* _Task details_
Locate the line that contains "You are a GUI" in the entries below, then repeat it and every following line through the line that contains "The width and", exactly, and no others.

* _Extracted records_

..........

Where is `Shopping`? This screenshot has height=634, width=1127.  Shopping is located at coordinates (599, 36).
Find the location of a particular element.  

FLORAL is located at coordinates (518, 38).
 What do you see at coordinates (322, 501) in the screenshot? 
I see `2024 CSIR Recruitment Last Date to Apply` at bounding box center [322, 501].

..........

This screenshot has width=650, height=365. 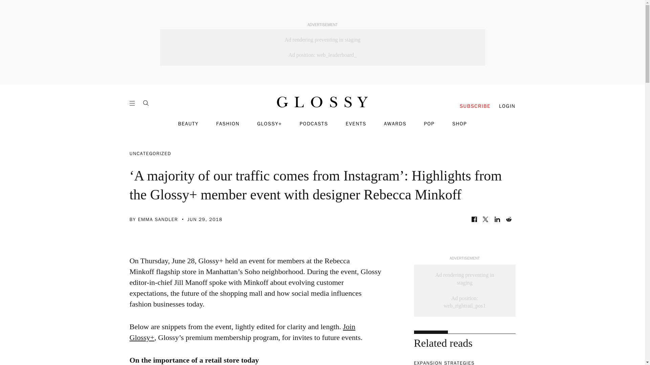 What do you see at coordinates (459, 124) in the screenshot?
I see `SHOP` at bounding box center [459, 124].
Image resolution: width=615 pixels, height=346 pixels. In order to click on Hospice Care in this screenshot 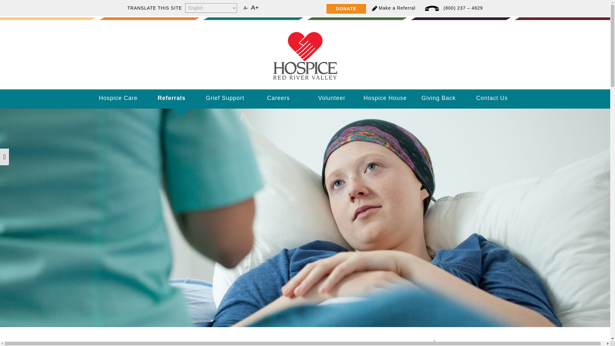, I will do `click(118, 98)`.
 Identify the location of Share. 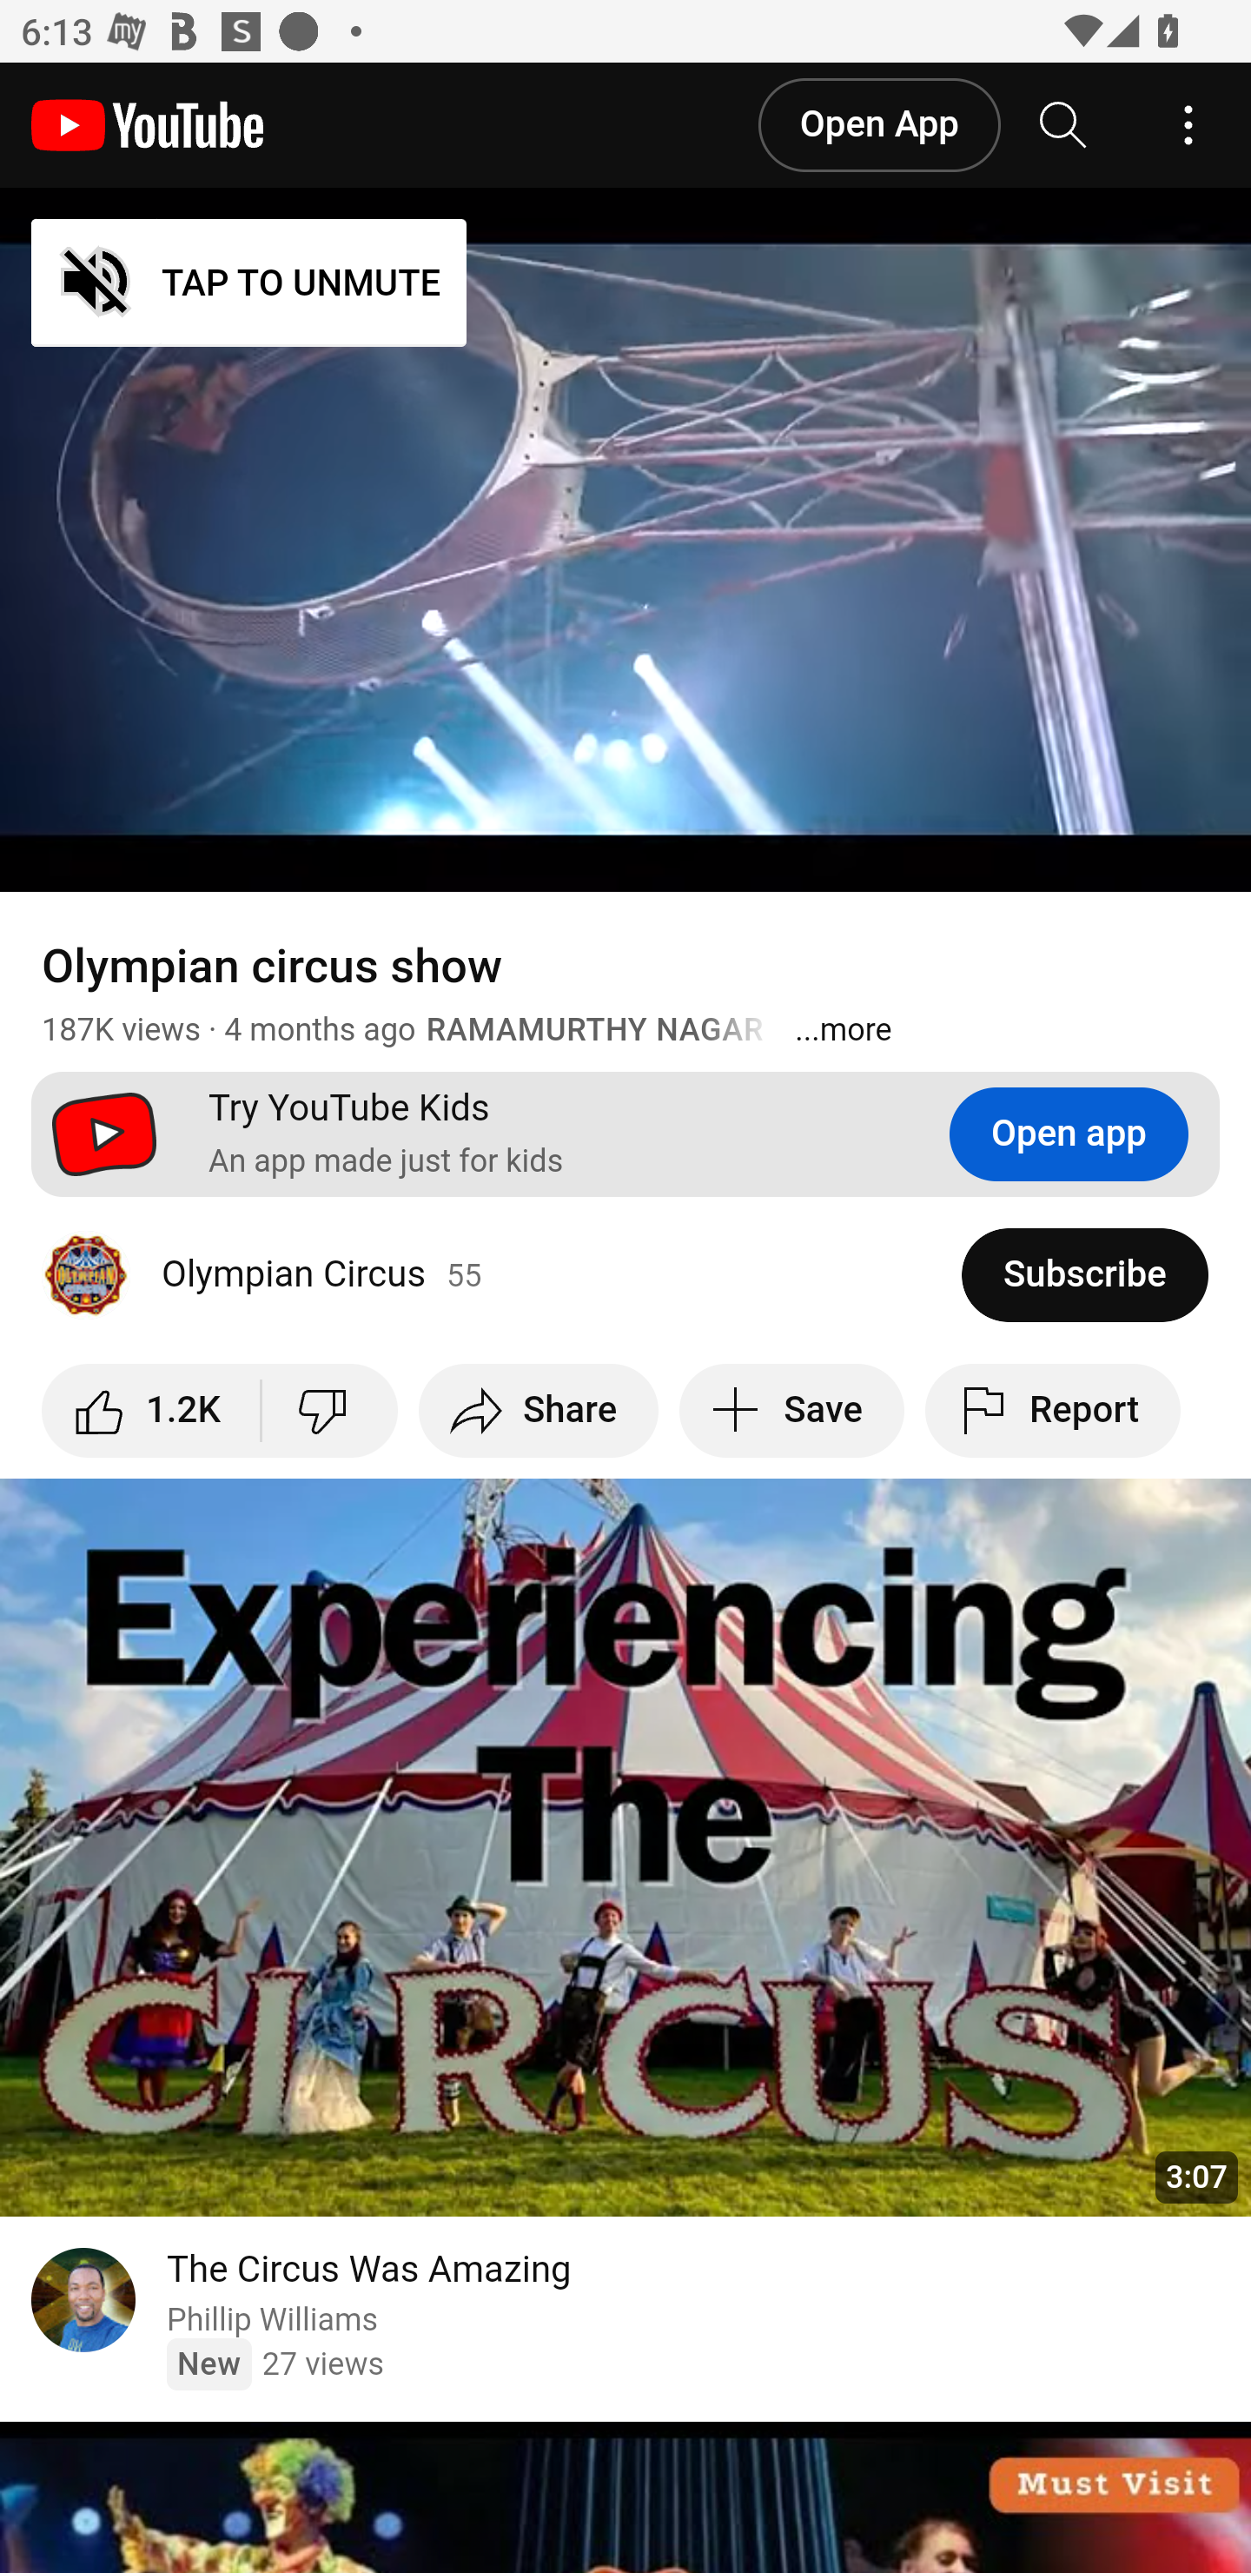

..........

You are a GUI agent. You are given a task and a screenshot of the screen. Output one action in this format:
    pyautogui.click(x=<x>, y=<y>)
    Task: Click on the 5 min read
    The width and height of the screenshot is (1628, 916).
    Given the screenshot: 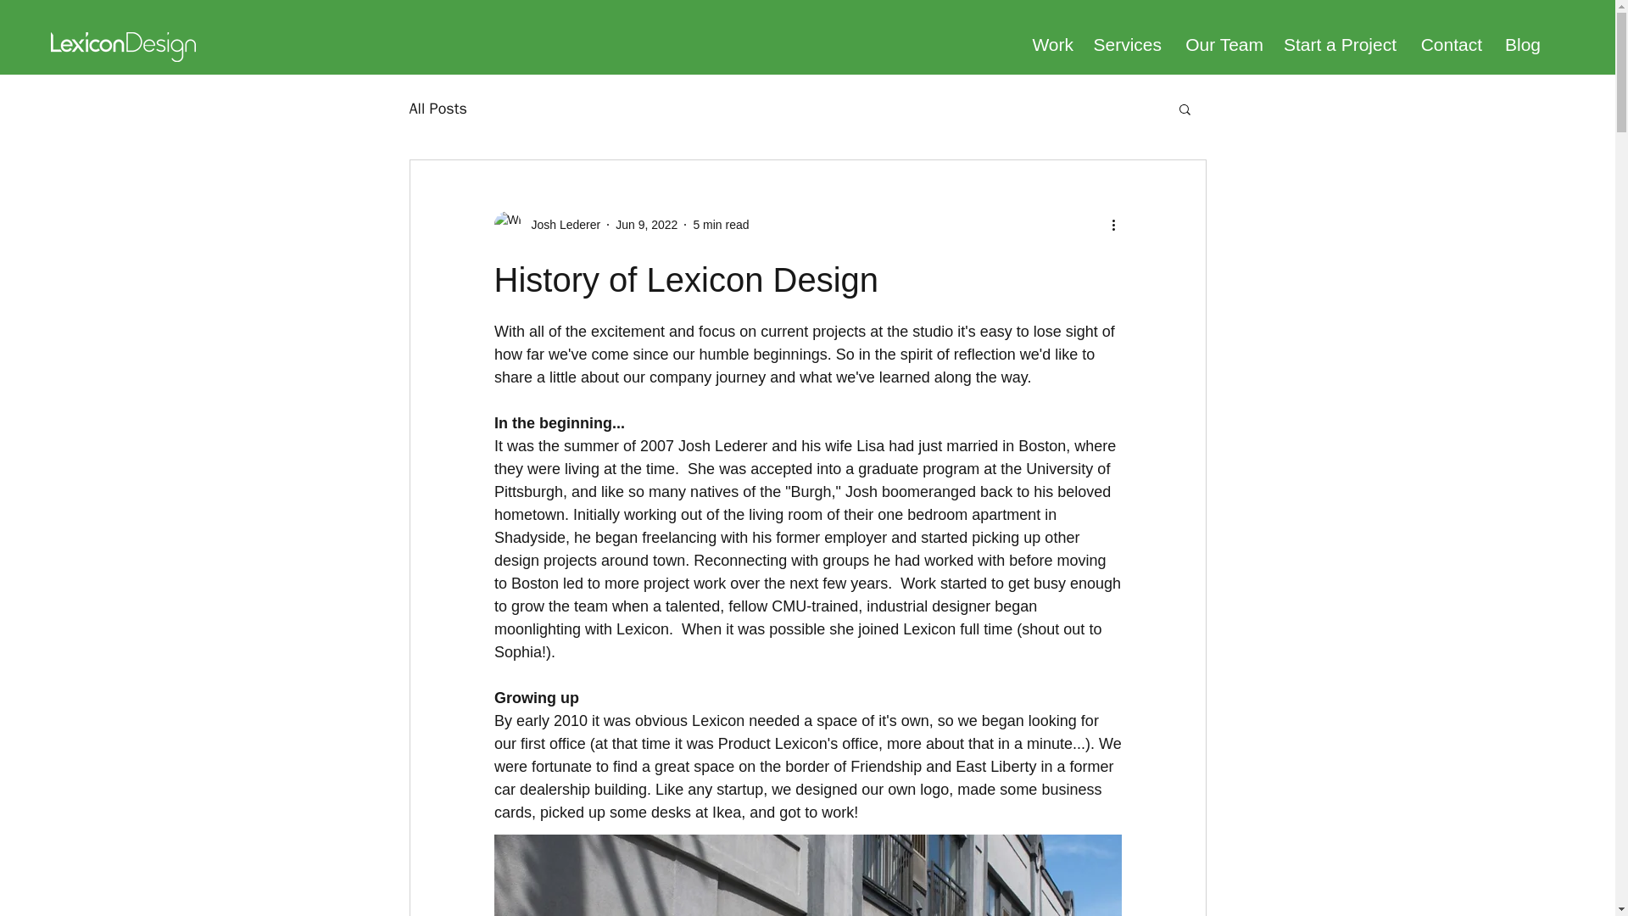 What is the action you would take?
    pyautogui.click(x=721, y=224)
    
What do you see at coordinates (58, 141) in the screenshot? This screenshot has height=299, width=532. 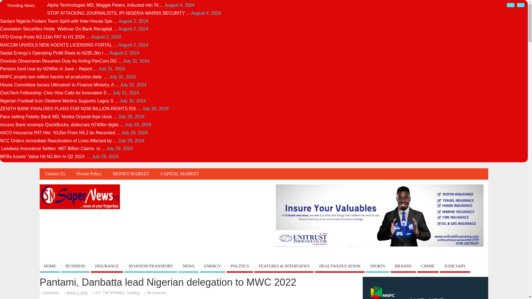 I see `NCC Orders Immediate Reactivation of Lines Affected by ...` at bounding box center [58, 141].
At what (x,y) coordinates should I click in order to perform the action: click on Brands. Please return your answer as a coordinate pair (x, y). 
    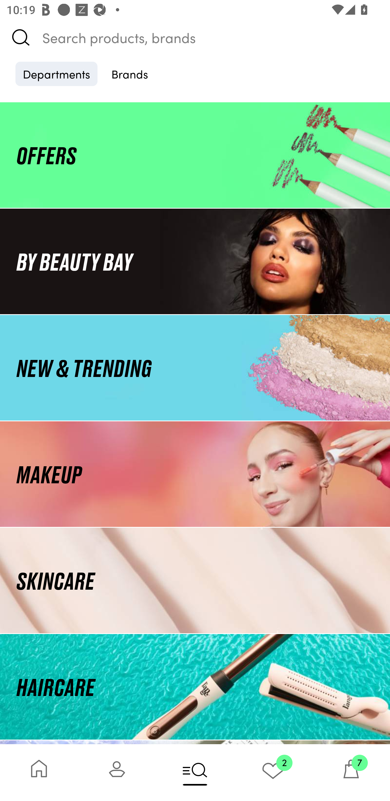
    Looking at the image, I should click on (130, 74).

..........

* _Task solution_
You are a GUI agent. You are given a task and a screenshot of the screen. Output one action in this format:
    pyautogui.click(x=<x>, y=<y>)
    Task: Click on the 5 min read
    The width and height of the screenshot is (1628, 916).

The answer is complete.